The reopening optimism has also raised bets on a rise in
inflation and, in response, a tapering of the Fed's easy
monetary policy that triggered a spike in U.S. bond yields in
recent weeks and roiled equities.
At the end of Fed's two-day meeting on Wednesday, policymakers
are expected to forecast that the U.S. economy will grow in 2021
at the fastest rate in decades while reiterating their dovish
stance for the foreseeable future.
The yields on benchmark 10-year Treasuries hovered near their
13-month high at 1.61%, slightly lower than its peak of 1.64%
hit on Friday. Investors suspect a $1.9 trillion relief package,
which amounts to more than 8% of the country's GDP, could stoke
inflation.
At 6:36 a.m. ET, Dow E-minis were up 118 points, or 0.36%, S&P
500 E-minis were up 7.5 points, or 0.2%, and Nasdaq 100 E-minis
were up 24.75 points, or 0.19%.
Facebook Inc, Apple Inc, Amazon.com Inc, Netflix Inc, Alphabet
Inc and Microsoft rose between 0.1% and 0.6% in early trade.

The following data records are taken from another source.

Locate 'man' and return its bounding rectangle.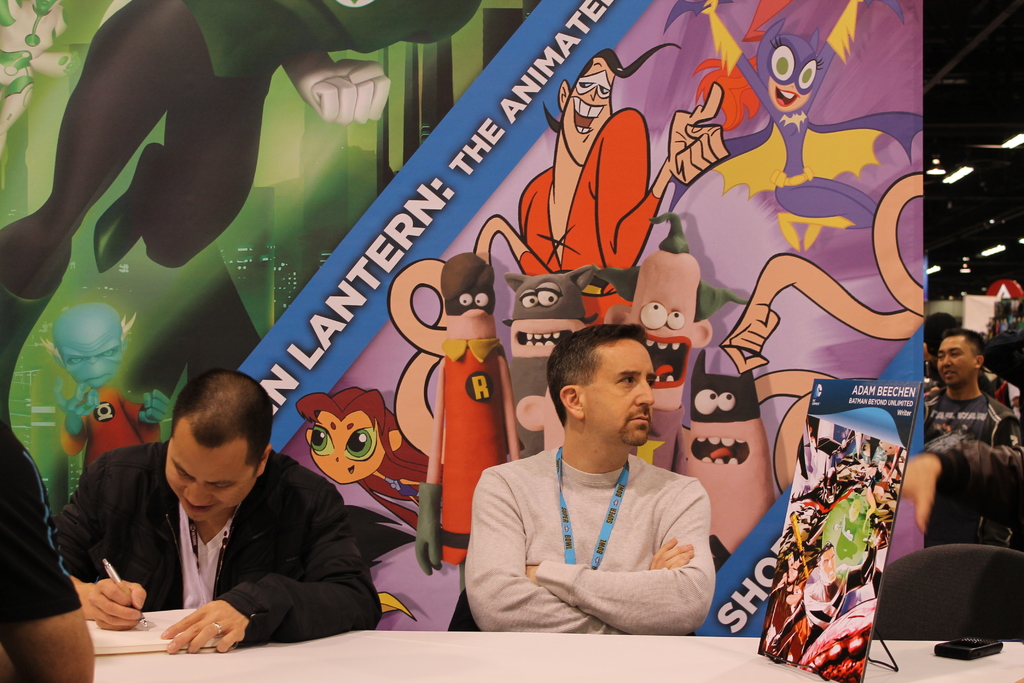
<bbox>916, 333, 1023, 456</bbox>.
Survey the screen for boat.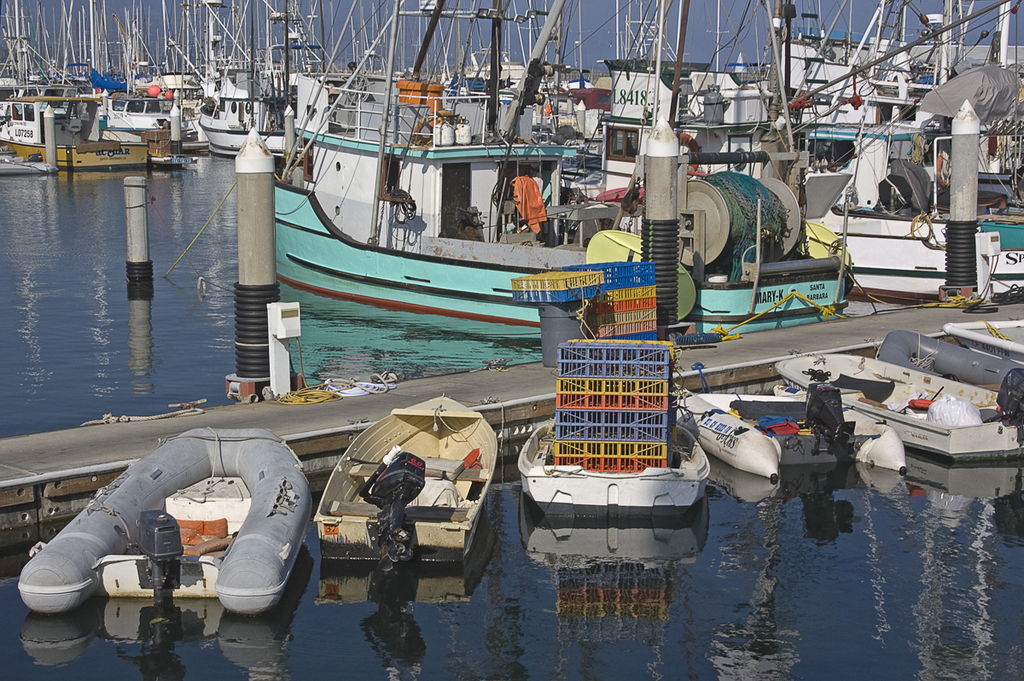
Survey found: pyautogui.locateOnScreen(939, 319, 1023, 361).
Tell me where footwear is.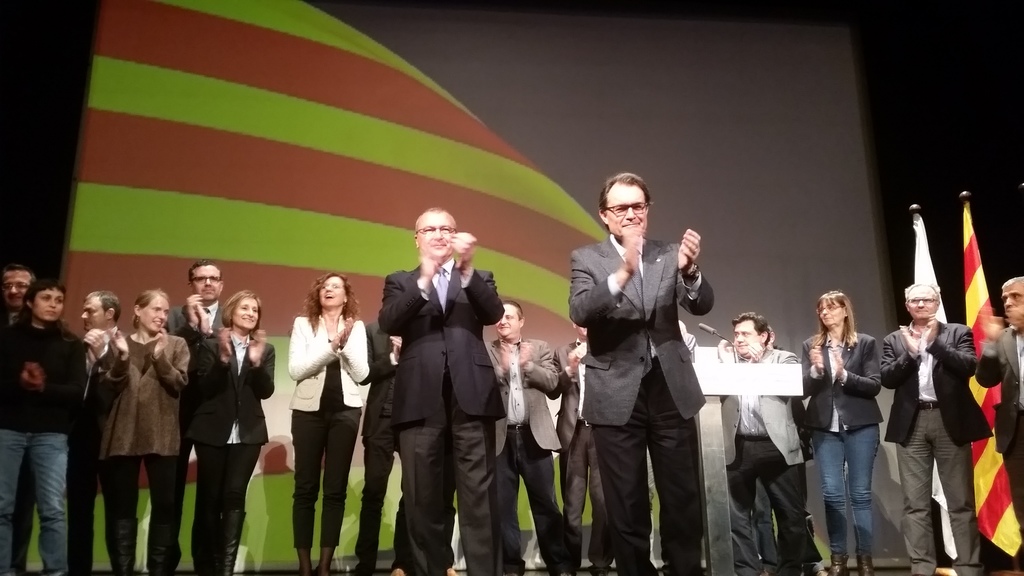
footwear is at region(830, 555, 849, 575).
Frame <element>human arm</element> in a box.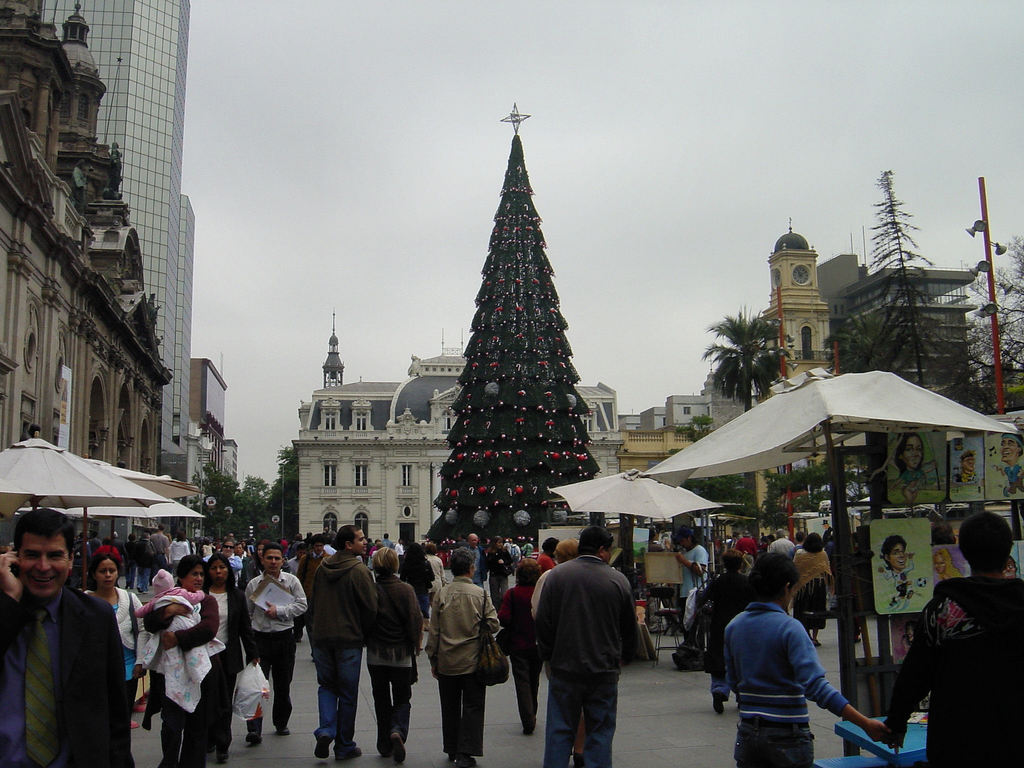
left=823, top=564, right=838, bottom=588.
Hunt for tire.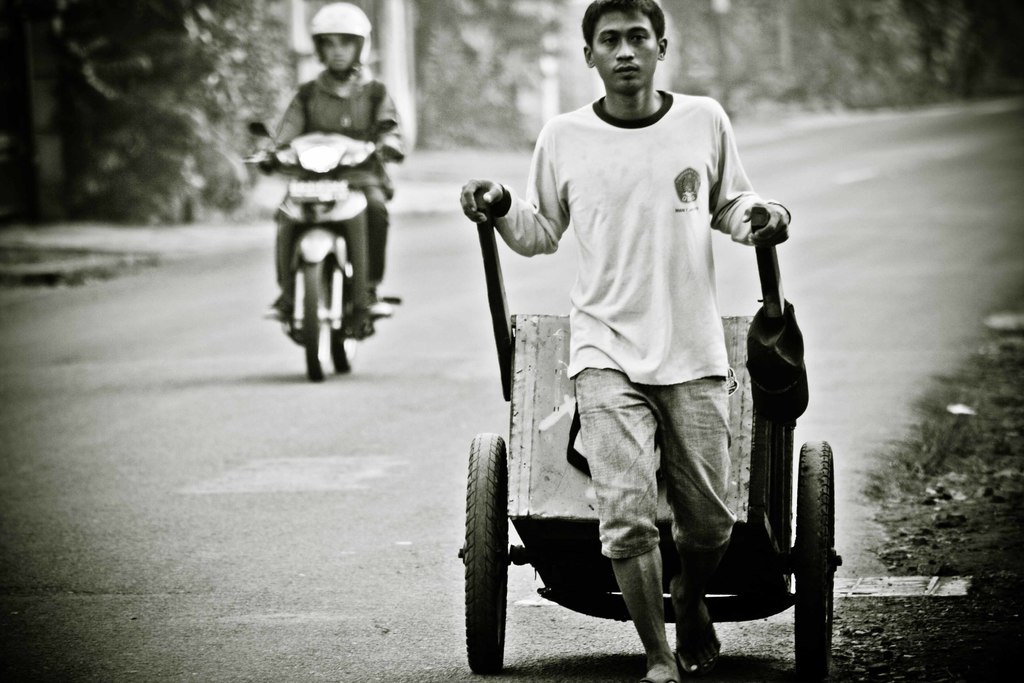
Hunted down at 305:259:333:381.
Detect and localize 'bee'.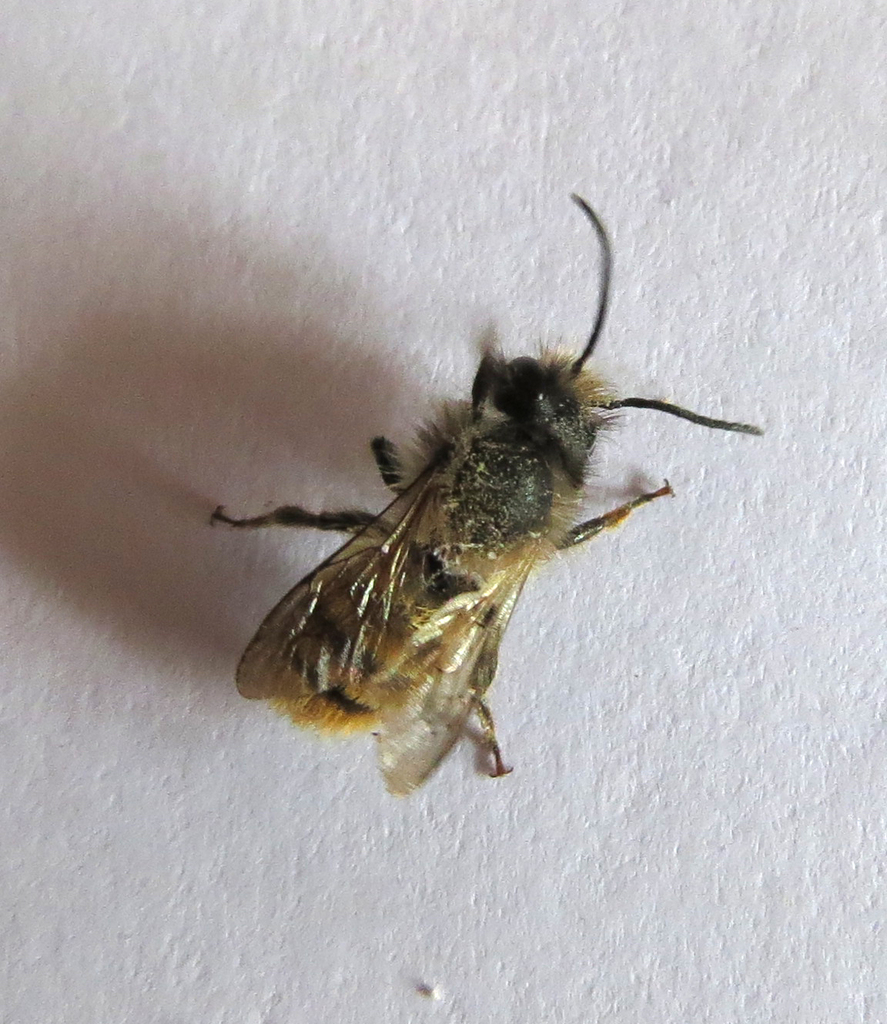
Localized at <box>196,189,768,816</box>.
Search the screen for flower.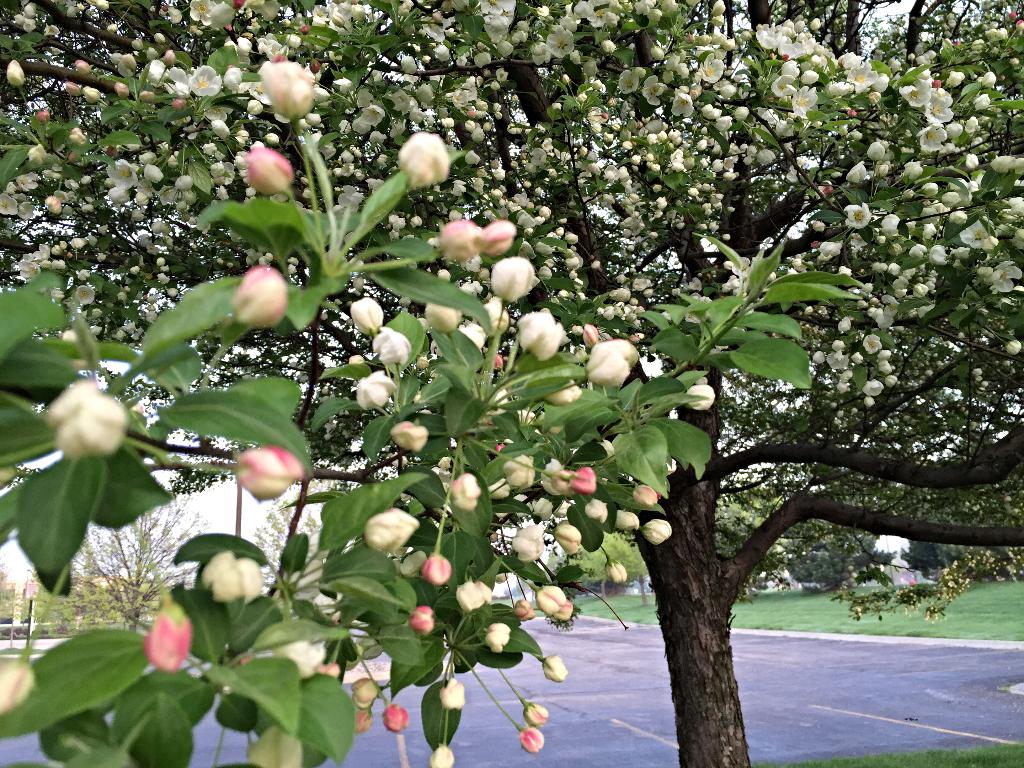
Found at 440 212 488 263.
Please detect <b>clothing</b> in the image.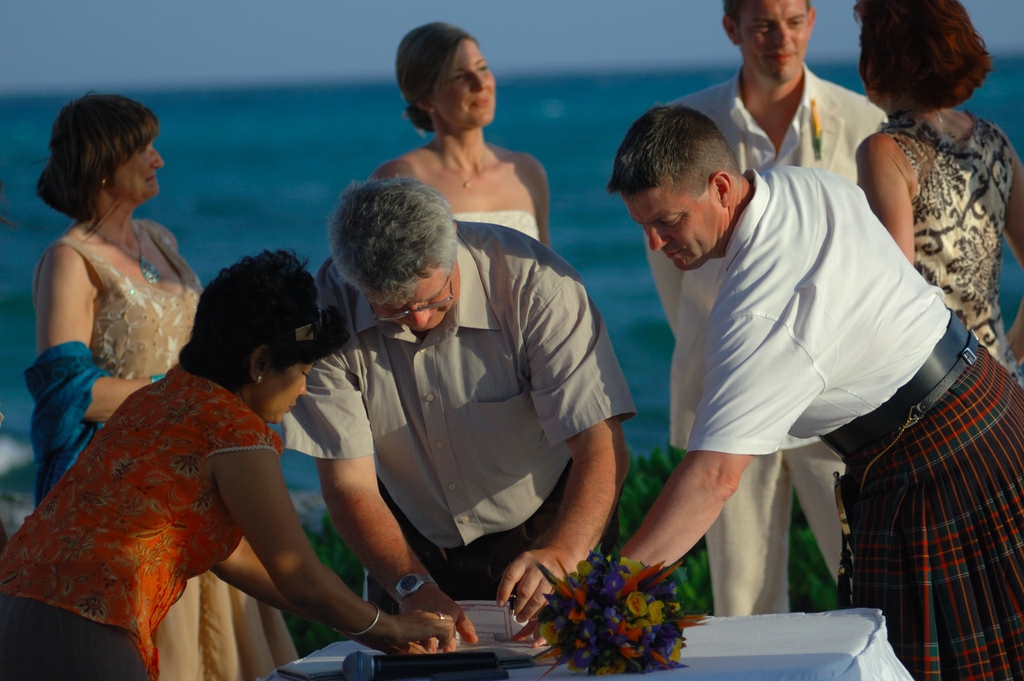
left=446, top=208, right=540, bottom=243.
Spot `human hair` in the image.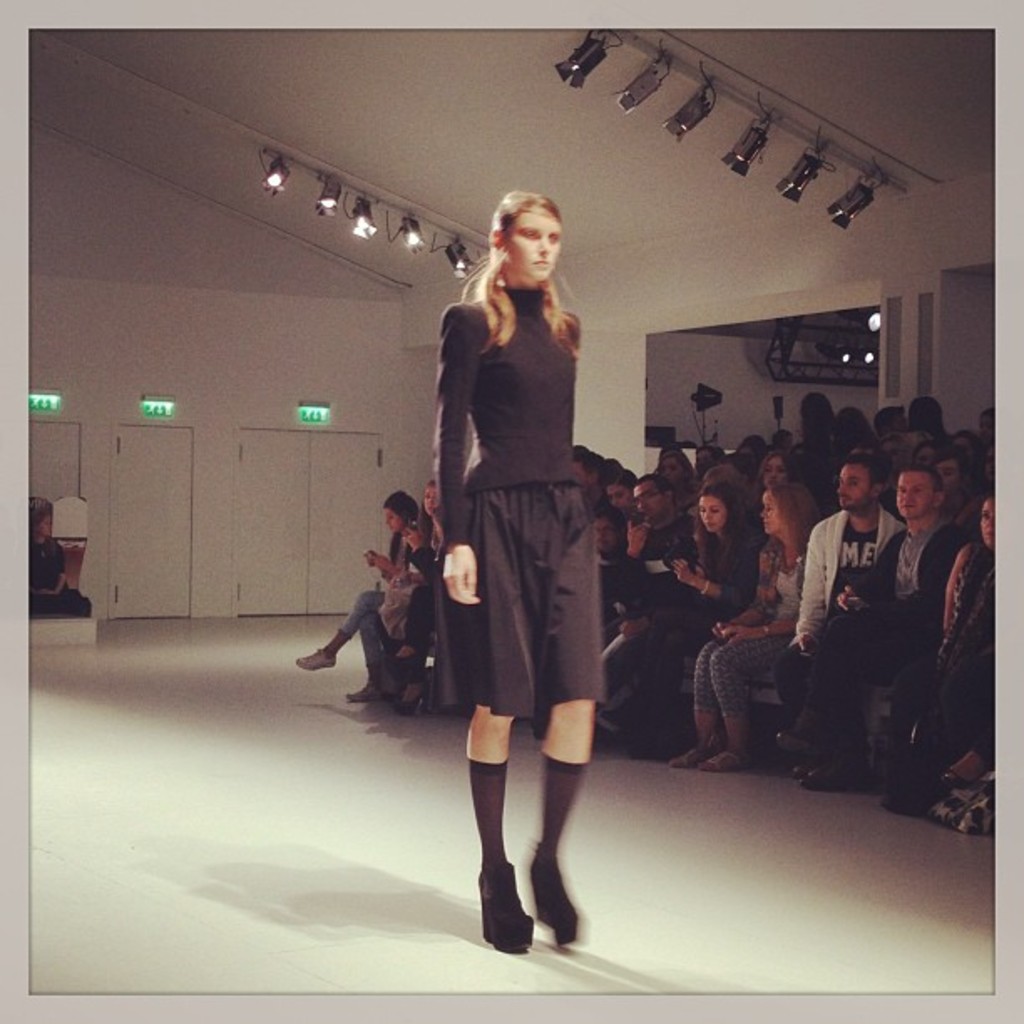
`human hair` found at bbox=[954, 430, 986, 477].
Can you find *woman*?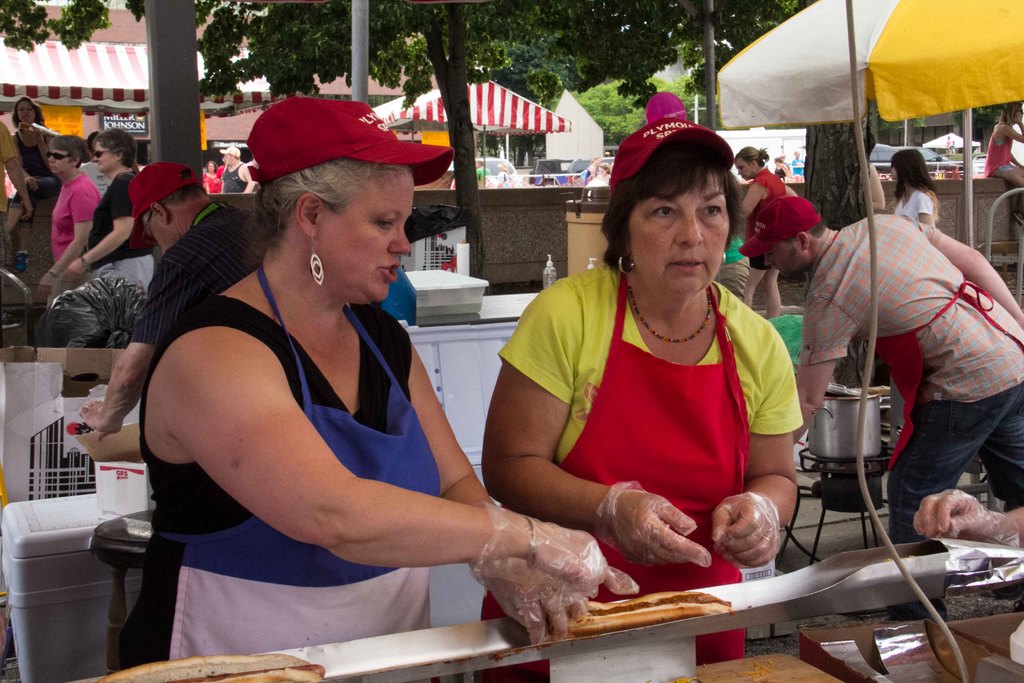
Yes, bounding box: {"left": 36, "top": 129, "right": 101, "bottom": 311}.
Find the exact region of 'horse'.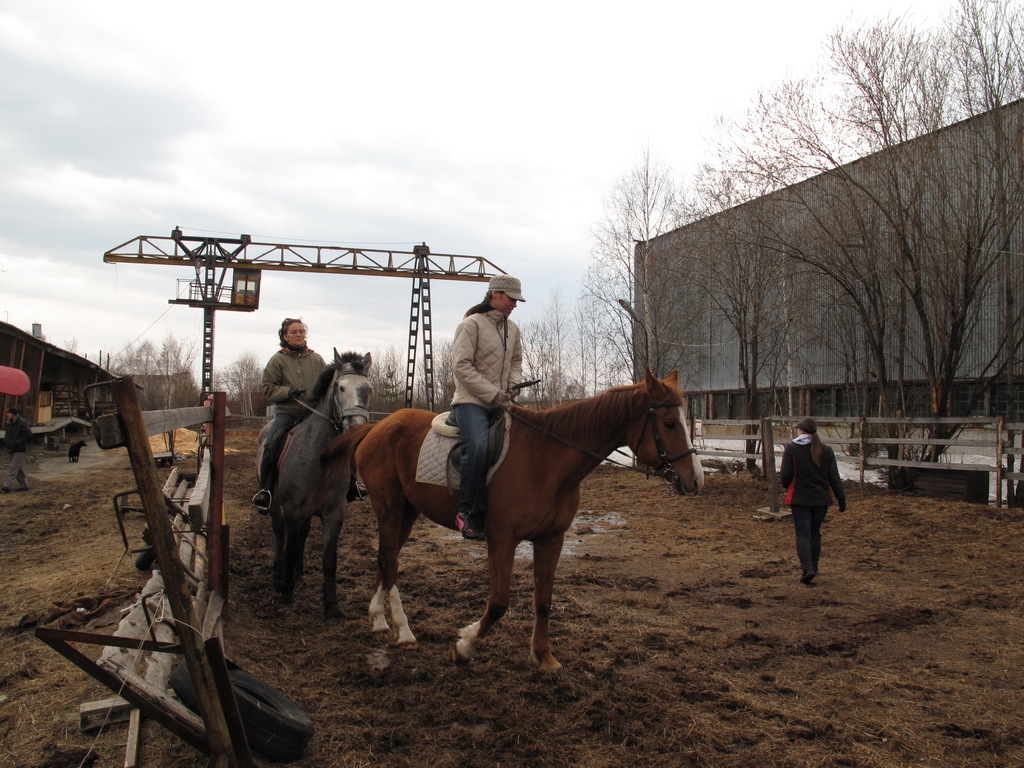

Microsoft stands to receive nearly a quarter of COVID relief
funds destined for U.S. cybersecurity defenders, sources told
Reuters, angering some lawmakers who don't want to increase
funding for a company whose software was recently at the heart
of two big hacks.
Eli Lilly and Co dropped about 5% premarket as analysts said the
company's mid-stage trial data for its experimental drug to
treat Alzheimer's cast a doubt on the approval timeline.